Book Review: Cipriani’s Children’s Rights and the Minimum Age of Criminal Responsibility
This installment in our ongoing series of book reviews looks at Children’s Rights and the Minimum Age of Criminal Responsibility by Don Cipriani. Michael Gigante’s review takes a critical eye towards the arguments Cipriani advances in favor of requiring all nations to establish a minimum age of criminal responsibility.
By Michael V. Gigante
Ideas about the proper role of criminal responsibility in juvenile justice tend to fall along a welfare-justice continuum. The welfare approach, prominent at the birth of the modern notion of a juvenile justice system, essentially dismissed the notions of competence and criminal responsibility for children.
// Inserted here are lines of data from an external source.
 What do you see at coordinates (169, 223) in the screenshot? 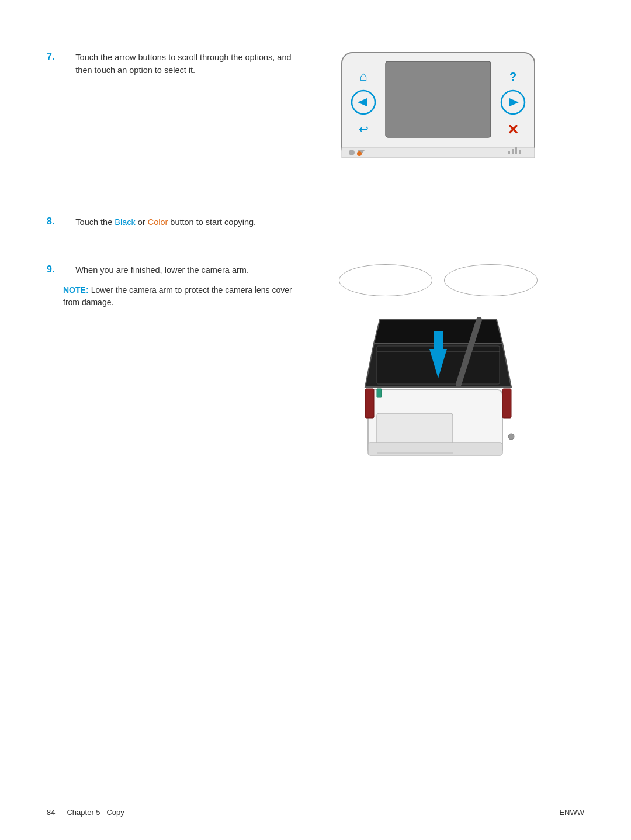
I see `step-8-left: 8. Touch the Black or Color button to st…` at bounding box center [169, 223].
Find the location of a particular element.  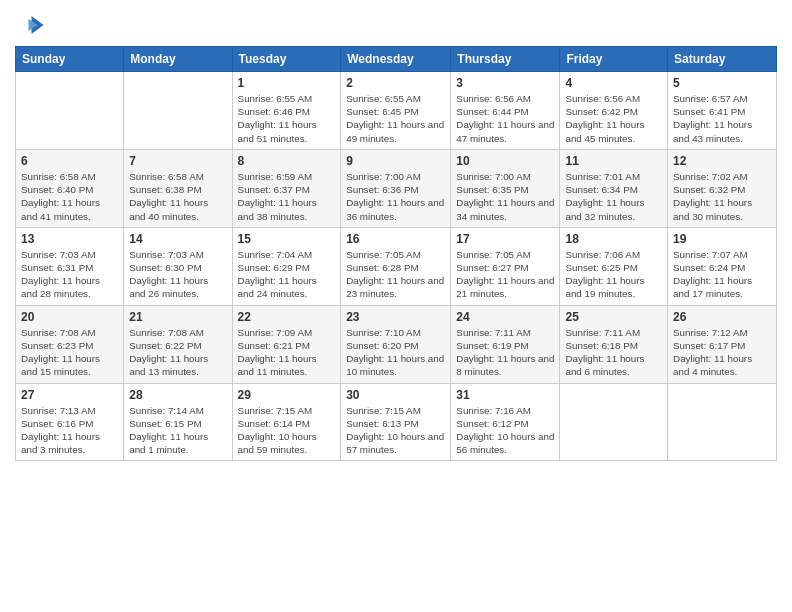

calendar-cell: 23Sunrise: 7:10 AM Sunset: 6:20 PM Dayli… is located at coordinates (396, 344).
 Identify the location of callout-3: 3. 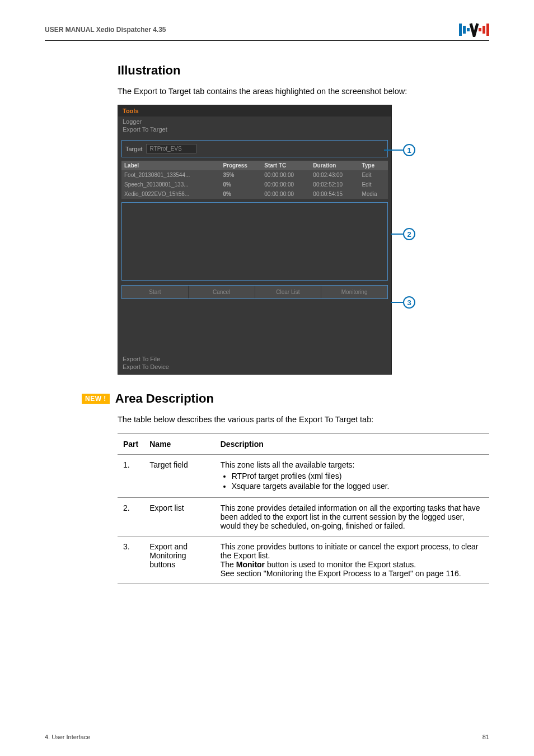
(403, 302).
State authorities intervened to make benevolent decisions on behalf of children, who were portrayed as objects without liberty rights. On the other end of the continuum, the justice approach—towards which clear shifts have occurred in recent decades—places criminal responsibility and children’s alleged competence at the center of juvenile justice. Accountability, due process, and punishment are the foundations of this approach. In Children’s Rights and the Minimum Age of Criminal Responsibility: A Global Perspective, Don Cipriani points out the flaws of both these approaches and describes the merits of a children’s rights approach as a way to mediate between the tensions of the welfare and justice approaches.